GLEN COVE, NY — Some believe that the recent Brown
Shirt tactics of the public employee unions in Wisconsin and the unfair
labor practice charges against Boeing for daring to open a plant in
a Right-to-Work state are the last desperate gasp of a dying union
movement. Others believe that these tactics are manifestations of union
boldness encouraged by a White House under the thumb of labor bosses.
Although both propositions hold some truth, both miss a more important
point: Violence and coercion are at the heart of the union movement.
The late Professor Sylvester Petro of New York University Law School
demonstrated beyond doubt that unions cannot succeed unless they use
either violence or government cooperation to round up members.
Over a hundred years ago, two charges were levied against the earliest
unions: They were a conspiracy to use violence against non-union workers,
and they were a conspiracy to prevent non-union workers from contracting
with their employers to work. The unions emphasized only the second
of these and won a Congressional prohibition on injunctions against
strikes. This victory, however, effectively prevented all labor injunctions,
even those against beating up strike breakers.
The early unions were built around particular skills, such as those
of cordwinders, teamsters, carpenters, steamfitters, and electricians.
Industrial unions did not emerge for another generation or two. These
were unions of all workers, skilled and unskilled, in a particular
factory or industry. The Wagner Act was passed in the 1930s. This legislation
forced employers in a unionized workplace to bargain with any union
representing a majority of the workers and not to bargain at all with
the non-union workers. It also outlawed many legitimate ways of discouraging
unions. Eventually, many states passed laws prohibiting forced union
contracts that sought to compel workers to join the union. These states
are the Right-to-Work states.
Workers join unions for many reasons. The three most common are that
they are afraid not to join; they cannot get a job unless they join;
and they really believe union workers make more money. Fewer and fewer
workers today believe this last reason, for they see that non-union
employers can afford to pay higher wages than the union wages net of
union dues. Other reasons are that they come from union families; they
enjoy engaging in mass violence that will not be punished; they hope
to become union bosses; and they believe that the union will help them
when they need it.
Many or most workers, however, have no particular reason to join
a union other than fear. Union power, therefore, depends on the ability
of union goons to get new members, or on the ability of the union and
government in concert to persuade employers to hire only union members.
Union success, in the long run, depends on a combination of government
coercion and goon violence.
Unions are, themselves, big business. Employers deduct the union
dues from the workers’ pay and turn them over to the union. The
dues are far higher than the dues the workers pay to any other organization
to which they belong. The union bosses do not account well for what
they do with the money. Much of it is used to encourage laws that will
consolidate their power.
Traditionally, the unionization of government employees was not attempted.
The possible conflict between duty to public safety and duty to union
action was too apparent. President Coolidge broke the Boston police
strike. President Reagan broke the air traffic controllers’ strike.
In contrast, New York City has seen far too many transit strikes, garbage
strikes, and similar strikes.
American industrial workers eventually realized that they could make
more money without a union, and the proportion of these workers in
unions dropped to a small fraction. Furthermore, highly unionized industries,
such as the Detroit automotive industry, were so damaged by unions
that they increasingly moved more operations to Right-to-Work states.
As unions lost their industrial base, they developed a new model.
They maximized their control over school boards and over village, city,
town, and county governments. They unionized the employees of these
bodies, and they negotiated contracts with their pawns that paid public
sector workers salaries far out of proportion to those of their private
counterparts.
When people began seeing $300,000 salaries for middle-level municipal
employees, they rebelled. Unions began losing their role in bargaining
for municipal and school district salaries. They returned to the traditional
backbone of organized labor -- the goons. We saw the goons acting like
Brown Shirts in the Wisconsin legislature, trying to substitute mob
rule for parliamentary decorum.
If the unions lose this last ditch battle — and it appears they
will — they will eventually lose their privileged place in American
society. With the likely exceptions of Detroit and New York City, they
will have to play by the same non-violent rules as everyone else.
The Confederate
Lawyer archives
The Confederate Lawyer column is copyright © 2011
by Charles G. Mills and the Fitzgerald Griffin Foundation, www.fgfBooks.com.
All rights reserved.
Charles G. Mills is the Judge Advocate or general counsel for the
New York State American Legion. He has forty years of experience in
many trial and appellate courts and has published several articles
about the law.
See his biographical sketch and additional columns here.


**Problem requirements**
Repeat all of the data exactly. Leave nothing out.

**Source information**

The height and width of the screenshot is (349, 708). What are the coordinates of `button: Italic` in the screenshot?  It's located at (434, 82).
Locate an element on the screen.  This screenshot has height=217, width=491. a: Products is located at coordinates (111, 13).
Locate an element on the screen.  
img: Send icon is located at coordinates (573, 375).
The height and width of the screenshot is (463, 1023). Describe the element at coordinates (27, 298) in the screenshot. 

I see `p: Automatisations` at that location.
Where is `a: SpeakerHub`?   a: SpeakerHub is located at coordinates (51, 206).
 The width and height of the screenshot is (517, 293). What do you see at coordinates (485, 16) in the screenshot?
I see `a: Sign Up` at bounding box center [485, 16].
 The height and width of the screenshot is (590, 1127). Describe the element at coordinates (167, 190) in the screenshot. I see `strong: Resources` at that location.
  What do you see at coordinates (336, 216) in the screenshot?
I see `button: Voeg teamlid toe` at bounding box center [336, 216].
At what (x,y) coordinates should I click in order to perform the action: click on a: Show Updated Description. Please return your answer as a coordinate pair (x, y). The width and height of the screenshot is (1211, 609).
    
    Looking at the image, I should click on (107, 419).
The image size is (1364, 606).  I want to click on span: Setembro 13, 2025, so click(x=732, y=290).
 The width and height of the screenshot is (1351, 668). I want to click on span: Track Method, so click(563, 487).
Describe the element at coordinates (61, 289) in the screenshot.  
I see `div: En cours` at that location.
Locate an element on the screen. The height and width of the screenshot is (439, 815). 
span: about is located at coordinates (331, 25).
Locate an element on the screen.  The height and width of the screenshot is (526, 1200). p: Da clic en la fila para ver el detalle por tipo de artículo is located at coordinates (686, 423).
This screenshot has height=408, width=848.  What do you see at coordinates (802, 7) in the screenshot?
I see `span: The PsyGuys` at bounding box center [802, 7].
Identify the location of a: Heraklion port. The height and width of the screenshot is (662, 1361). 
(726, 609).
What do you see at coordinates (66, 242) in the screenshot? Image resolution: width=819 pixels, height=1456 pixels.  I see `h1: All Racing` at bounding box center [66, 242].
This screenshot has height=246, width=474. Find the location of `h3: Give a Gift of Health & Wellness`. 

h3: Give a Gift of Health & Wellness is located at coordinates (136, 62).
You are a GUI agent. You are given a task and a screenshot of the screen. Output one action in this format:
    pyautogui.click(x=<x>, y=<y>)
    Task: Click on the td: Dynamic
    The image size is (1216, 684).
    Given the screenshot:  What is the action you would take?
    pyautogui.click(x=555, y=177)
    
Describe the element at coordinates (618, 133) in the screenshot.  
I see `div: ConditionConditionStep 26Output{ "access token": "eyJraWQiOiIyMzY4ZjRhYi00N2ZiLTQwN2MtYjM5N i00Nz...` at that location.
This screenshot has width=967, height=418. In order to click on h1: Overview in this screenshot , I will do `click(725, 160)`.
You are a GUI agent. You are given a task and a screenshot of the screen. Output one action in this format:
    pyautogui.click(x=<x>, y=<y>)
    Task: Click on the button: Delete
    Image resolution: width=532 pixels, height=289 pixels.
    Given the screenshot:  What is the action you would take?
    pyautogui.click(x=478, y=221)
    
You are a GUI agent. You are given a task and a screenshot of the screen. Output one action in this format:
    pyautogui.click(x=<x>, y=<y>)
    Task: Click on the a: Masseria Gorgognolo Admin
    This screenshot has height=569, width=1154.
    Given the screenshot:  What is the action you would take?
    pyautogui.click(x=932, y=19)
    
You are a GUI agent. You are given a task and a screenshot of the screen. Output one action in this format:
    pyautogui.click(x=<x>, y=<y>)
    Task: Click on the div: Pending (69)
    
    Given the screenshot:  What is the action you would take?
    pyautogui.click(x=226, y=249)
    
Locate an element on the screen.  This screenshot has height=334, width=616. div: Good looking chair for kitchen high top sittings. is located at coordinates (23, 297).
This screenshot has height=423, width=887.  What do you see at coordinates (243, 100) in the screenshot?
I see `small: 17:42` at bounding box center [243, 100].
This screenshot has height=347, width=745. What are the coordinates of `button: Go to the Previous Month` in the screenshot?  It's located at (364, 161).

**Solved problem**
The height and width of the screenshot is (349, 708). What are the coordinates of `button: Italic` in the screenshot?  It's located at (434, 82).
Locate an element on the screen.  This screenshot has height=217, width=491. a: Products is located at coordinates (111, 13).
Locate an element on the screen.  
img: Send icon is located at coordinates (573, 375).
The height and width of the screenshot is (463, 1023). Describe the element at coordinates (27, 298) in the screenshot. 

I see `p: Automatisations` at that location.
Where is `a: SpeakerHub`?   a: SpeakerHub is located at coordinates (51, 206).
 The width and height of the screenshot is (517, 293). What do you see at coordinates (485, 16) in the screenshot?
I see `a: Sign Up` at bounding box center [485, 16].
 The height and width of the screenshot is (590, 1127). Describe the element at coordinates (167, 190) in the screenshot. I see `strong: Resources` at that location.
  What do you see at coordinates (336, 216) in the screenshot?
I see `button: Voeg teamlid toe` at bounding box center [336, 216].
At what (x,y) coordinates should I click in order to perform the action: click on a: Show Updated Description. Please return your answer as a coordinate pair (x, y). The width and height of the screenshot is (1211, 609).
    
    Looking at the image, I should click on (107, 419).
The image size is (1364, 606).  I want to click on span: Setembro 13, 2025, so click(x=732, y=290).
 The width and height of the screenshot is (1351, 668). I want to click on span: Track Method, so click(563, 487).
Describe the element at coordinates (61, 289) in the screenshot.  
I see `div: En cours` at that location.
Locate an element on the screen. The height and width of the screenshot is (439, 815). 
span: about is located at coordinates (331, 25).
Locate an element on the screen.  The height and width of the screenshot is (526, 1200). p: Da clic en la fila para ver el detalle por tipo de artículo is located at coordinates (686, 423).
This screenshot has height=408, width=848.  What do you see at coordinates (802, 7) in the screenshot?
I see `span: The PsyGuys` at bounding box center [802, 7].
Identify the location of a: Heraklion port. The height and width of the screenshot is (662, 1361). 
(726, 609).
What do you see at coordinates (66, 242) in the screenshot? Image resolution: width=819 pixels, height=1456 pixels.  I see `h1: All Racing` at bounding box center [66, 242].
This screenshot has height=246, width=474. Find the location of `h3: Give a Gift of Health & Wellness`. 

h3: Give a Gift of Health & Wellness is located at coordinates (136, 62).
You are a GUI agent. You are given a task and a screenshot of the screen. Output one action in this format:
    pyautogui.click(x=<x>, y=<y>)
    Task: Click on the td: Dynamic
    The image size is (1216, 684).
    Given the screenshot:  What is the action you would take?
    pyautogui.click(x=555, y=177)
    
Describe the element at coordinates (618, 133) in the screenshot.  
I see `div: ConditionConditionStep 26Output{ "access token": "eyJraWQiOiIyMzY4ZjRhYi00N2ZiLTQwN2MtYjM5N i00Nz...` at that location.
This screenshot has width=967, height=418. In order to click on h1: Overview in this screenshot , I will do `click(725, 160)`.
You are a GUI agent. You are given a task and a screenshot of the screen. Output one action in this format:
    pyautogui.click(x=<x>, y=<y>)
    Task: Click on the button: Delete
    Image resolution: width=532 pixels, height=289 pixels.
    Given the screenshot:  What is the action you would take?
    pyautogui.click(x=478, y=221)
    
You are a GUI agent. You are given a task and a screenshot of the screen. Output one action in this format:
    pyautogui.click(x=<x>, y=<y>)
    Task: Click on the a: Masseria Gorgognolo Admin
    This screenshot has height=569, width=1154.
    Given the screenshot:  What is the action you would take?
    pyautogui.click(x=932, y=19)
    
You are a GUI agent. You are given a task and a screenshot of the screen. Output one action in this format:
    pyautogui.click(x=<x>, y=<y>)
    Task: Click on the div: Pending (69)
    
    Given the screenshot:  What is the action you would take?
    pyautogui.click(x=226, y=249)
    
Locate an element on the screen.  This screenshot has height=334, width=616. div: Good looking chair for kitchen high top sittings. is located at coordinates (23, 297).
This screenshot has height=423, width=887.  What do you see at coordinates (243, 100) in the screenshot?
I see `small: 17:42` at bounding box center [243, 100].
This screenshot has height=347, width=745. What are the coordinates of `button: Go to the Previous Month` in the screenshot?  It's located at (364, 161).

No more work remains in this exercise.